On March 14, millions of high school students sat down to take the first SAT of 2026. Every year, peak testing season reignites the same debate: Are standardized tests fair? It’s the wrong question. The test itself is not the main source of disparity in college admissions. The preparatory system surrounding it is
During the pandemic, hundreds of colleges adopted test-optional policies, fueling arguments that the SAT and ACT are inherently biased and should be removed to level the playing field. As many institutions now reinstate testing requirements, the debate has returned with renewed intensity. But her critics are aiming at the wrong target.
In principle, standardized tests serve as equalizers. They provide admissions officers with a common standard for comparing students at thousands of high schools with widely varying grading standards, rigor, and resources. A high GPA at a rural public school may reflect a very different academic environment than that at a prestigious private school. A high SAT or ACT score, on the other hand, means the same thing regardless of where a student comes from.
No test is completely neutral. Questions of cultural bias, test design, and unequal access to preparation have long shaped the conversation. But even with these limitations, standardized testing remains one of the few tools that can overcome systemic differences in schooling. The issue is less the existence of the benchmark than the uneven conditions under which students prepare for it. The problem is what happens, or what doesn’t, leading up to test day.
Affluent families spend thousands of dollars on private tutors, boutique prep programs, and customized study plans designed to maximize results. Traditional tutors often charge $200 an hour or more, are only available at limited times, and book up months in advance. For these families, test prep is just another easy investment in their child’s future and long-term success. For most American families, this investment is out of reach. Able and ambitious students from middle- and low-income families often prepare for the SAT or ACT with little more than an outdated prep book or free online materials that do not reflect current exam formats. Without structured instruction or targeted feedback, even gifted students hit a ceiling that has nothing to do with ability.
The results are predictable. Research by economists at Harvard found that less than 5 percent of middle-class students score above 1300 on the SAT, and only one in five low-income students even take the test at all. Among students from wealthier families, a third scored 1,300 or more. These inequalities are structural. Test scores affect access to selective colleges, merit-based scholarships and, ultimately, long-term economic mobility. When preparation is unequal, the opportunities associated with those outcomes also become unequal.
This is why the test-optional movement misses the point. Removing testing requirements does not eliminate inequality. It just makes it harder to see. Without a common metric, admissions decisions rely more on signals that are often distributed even more unevenly: extracurricular programs, letters of recommendation, and school-specific grading systems. Research shows that strong SAT scores show up often high-achieving students from under-resourced schools which might otherwise be overlooked. The answer is not to lower the bar. It is to expand access to what is needed to clear it.
AI-powered learning tools are making meaningful test preparation accessible to students who could never afford a private tutor. These tools offer diagnostic assessments, adaptive practice that fits in real time, and structured study plans, all without the price tag that has historically privileged this type of preparation. Unlike static preparation materials, adaptive systems continuously analyze a student’s performance, identify specific gaps, and adjust the difficulty, pace, and content of practice in real time. The result is a feedback loop that is far more responsive than traditional one-size-fits-all approaches.
Early results are promising. Many students using these tools are seeing SAT gains of 100 points or more and ACT gains of three points or more, improvements that can make a meaningful difference where a student applies and is accepted. I have seen this game first hand. My daughter used AI-powered prep tools while preparing for the SAT and improved her score by 140 points, significantly expanding her college options. What impressed me was not just the result. It was how similar the experience was to what private tutoring offers, but on her own schedule and at a fraction of the cost. If that kind of access had been available to every student in her class, regardless of what their parents could afford, the landscape would look very different.
Educational equity does not come from eliminating standards. It comes from ensuring that every student, regardless of zip code or family income, has a real opportunity to meet them. Expanding access to high-quality, technology-driven test preparation through schools, public programs, or partnerships would do much more to level the playing field than eliminating standardized tests entirely. For decades, meaningful test preparation has been a luxury reserved for those who could pay for it. Today, the tools to change that finally exist.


■ **TASK DETAILS**
State the number of lines in these records that include the string "Image", and say nothing more.

[Data records for software interfaces]
--- START ---
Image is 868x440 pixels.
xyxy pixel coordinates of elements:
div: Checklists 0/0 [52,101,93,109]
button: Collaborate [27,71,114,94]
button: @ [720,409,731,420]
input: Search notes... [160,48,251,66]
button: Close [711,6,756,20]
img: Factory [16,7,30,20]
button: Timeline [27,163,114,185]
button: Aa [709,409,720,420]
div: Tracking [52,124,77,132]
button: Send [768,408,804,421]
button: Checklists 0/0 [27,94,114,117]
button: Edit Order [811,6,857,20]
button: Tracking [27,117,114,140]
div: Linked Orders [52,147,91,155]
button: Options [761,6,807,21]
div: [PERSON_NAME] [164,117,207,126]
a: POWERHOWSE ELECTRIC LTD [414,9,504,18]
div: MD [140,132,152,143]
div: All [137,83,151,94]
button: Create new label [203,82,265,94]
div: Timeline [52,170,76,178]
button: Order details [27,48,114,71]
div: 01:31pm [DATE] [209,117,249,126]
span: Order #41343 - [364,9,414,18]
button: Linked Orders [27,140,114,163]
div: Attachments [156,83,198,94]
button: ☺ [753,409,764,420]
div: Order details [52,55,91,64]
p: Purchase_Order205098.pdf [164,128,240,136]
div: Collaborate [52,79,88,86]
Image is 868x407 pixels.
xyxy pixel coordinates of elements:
--- END ---
--- START ---
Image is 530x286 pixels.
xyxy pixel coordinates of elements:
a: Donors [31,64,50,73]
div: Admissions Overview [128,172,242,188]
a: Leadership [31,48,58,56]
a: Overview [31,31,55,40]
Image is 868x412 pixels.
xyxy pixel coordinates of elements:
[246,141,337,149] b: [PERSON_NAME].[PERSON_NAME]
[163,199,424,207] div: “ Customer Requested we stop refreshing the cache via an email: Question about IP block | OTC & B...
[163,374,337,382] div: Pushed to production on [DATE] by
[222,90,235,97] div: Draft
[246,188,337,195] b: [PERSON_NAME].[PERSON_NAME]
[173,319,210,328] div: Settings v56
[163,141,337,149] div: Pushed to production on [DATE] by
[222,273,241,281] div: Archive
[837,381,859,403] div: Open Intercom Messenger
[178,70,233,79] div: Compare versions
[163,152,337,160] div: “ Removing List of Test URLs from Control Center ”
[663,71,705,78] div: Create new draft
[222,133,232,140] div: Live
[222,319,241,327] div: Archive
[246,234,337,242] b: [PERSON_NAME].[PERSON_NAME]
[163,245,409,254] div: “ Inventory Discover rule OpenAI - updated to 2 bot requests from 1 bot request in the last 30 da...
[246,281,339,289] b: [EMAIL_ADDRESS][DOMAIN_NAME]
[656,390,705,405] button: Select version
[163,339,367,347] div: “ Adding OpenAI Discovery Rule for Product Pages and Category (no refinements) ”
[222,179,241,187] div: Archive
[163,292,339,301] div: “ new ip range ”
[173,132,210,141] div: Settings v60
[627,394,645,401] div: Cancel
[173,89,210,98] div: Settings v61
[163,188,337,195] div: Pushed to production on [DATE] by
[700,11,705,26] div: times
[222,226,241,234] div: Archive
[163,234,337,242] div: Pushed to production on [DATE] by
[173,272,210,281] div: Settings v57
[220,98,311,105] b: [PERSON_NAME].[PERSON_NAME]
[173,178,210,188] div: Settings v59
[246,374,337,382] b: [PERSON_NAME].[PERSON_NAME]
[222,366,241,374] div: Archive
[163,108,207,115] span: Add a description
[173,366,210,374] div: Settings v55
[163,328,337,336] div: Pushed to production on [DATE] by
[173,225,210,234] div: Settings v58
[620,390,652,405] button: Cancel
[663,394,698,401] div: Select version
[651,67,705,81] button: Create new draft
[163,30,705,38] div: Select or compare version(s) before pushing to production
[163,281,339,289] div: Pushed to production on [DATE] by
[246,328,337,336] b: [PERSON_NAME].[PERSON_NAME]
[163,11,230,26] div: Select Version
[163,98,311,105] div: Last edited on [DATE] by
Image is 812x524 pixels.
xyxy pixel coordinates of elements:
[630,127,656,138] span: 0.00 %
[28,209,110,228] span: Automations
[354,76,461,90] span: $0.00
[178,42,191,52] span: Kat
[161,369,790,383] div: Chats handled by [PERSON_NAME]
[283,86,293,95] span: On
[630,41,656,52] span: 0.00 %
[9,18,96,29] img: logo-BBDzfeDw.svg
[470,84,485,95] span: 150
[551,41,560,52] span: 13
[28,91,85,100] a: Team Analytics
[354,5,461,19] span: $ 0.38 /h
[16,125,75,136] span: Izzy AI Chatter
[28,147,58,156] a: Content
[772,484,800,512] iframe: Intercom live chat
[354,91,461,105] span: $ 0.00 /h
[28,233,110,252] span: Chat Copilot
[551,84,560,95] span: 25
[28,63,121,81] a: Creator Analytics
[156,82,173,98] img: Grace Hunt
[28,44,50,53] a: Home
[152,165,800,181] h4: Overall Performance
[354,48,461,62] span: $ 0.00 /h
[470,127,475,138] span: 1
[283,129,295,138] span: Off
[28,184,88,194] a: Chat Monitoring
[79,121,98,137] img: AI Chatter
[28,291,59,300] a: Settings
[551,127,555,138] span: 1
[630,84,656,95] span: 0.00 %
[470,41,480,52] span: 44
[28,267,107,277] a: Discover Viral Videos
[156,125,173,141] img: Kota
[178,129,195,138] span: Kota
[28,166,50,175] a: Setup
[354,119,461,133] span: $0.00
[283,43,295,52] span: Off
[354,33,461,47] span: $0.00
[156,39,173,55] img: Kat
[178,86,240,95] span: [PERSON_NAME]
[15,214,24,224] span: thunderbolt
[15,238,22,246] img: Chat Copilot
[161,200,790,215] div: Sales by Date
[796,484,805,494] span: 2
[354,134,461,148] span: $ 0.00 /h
--- END ---
--- START ---
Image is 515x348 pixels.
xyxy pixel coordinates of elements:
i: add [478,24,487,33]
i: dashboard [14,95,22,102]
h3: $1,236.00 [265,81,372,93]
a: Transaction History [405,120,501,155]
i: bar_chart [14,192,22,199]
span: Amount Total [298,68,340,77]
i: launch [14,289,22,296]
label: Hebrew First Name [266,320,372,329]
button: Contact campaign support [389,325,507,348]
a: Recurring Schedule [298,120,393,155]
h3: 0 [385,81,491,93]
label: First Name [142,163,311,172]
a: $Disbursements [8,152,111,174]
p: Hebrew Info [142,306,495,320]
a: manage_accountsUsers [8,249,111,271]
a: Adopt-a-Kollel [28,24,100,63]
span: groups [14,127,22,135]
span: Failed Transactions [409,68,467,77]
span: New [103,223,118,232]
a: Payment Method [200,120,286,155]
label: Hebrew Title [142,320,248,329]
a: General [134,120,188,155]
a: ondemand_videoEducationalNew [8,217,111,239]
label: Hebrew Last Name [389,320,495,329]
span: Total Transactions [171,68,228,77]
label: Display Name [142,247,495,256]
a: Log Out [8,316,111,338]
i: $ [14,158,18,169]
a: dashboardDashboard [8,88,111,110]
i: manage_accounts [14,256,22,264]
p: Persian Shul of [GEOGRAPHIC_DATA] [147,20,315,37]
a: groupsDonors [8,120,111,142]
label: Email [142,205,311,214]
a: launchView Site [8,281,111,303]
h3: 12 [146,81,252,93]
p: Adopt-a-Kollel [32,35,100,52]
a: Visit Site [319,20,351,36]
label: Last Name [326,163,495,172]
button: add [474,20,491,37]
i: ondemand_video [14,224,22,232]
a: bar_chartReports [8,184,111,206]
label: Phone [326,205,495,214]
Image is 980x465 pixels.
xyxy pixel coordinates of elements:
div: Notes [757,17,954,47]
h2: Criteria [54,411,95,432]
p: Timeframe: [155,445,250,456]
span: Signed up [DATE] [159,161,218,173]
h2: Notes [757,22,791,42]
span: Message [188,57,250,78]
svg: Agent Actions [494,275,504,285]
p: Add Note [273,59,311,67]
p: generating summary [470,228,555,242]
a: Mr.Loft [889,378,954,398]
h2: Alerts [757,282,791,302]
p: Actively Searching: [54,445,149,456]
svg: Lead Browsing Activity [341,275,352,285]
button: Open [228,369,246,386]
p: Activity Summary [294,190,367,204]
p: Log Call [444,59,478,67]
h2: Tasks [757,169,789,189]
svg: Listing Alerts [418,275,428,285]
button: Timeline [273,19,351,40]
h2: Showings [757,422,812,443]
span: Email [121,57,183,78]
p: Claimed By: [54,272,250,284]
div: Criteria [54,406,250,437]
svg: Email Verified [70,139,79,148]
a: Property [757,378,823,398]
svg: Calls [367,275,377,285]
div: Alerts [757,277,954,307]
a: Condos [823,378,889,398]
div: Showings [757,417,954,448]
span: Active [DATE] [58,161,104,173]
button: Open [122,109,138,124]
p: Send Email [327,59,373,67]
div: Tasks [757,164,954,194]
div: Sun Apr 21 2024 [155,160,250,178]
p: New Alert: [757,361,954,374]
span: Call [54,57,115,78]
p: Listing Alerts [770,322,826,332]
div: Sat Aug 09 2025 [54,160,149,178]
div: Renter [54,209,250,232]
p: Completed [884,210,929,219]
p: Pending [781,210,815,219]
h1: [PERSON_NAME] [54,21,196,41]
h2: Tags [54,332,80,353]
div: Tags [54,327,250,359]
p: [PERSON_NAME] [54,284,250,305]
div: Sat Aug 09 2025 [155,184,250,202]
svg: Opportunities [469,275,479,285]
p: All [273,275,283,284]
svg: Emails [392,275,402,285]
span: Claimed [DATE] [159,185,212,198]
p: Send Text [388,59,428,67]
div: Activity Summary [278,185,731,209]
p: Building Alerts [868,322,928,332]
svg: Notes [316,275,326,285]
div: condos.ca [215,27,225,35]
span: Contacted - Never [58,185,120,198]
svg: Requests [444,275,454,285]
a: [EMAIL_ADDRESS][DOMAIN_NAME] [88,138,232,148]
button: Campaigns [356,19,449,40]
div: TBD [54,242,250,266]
--- END ---
■ **EXERCISE SOLUTION**
7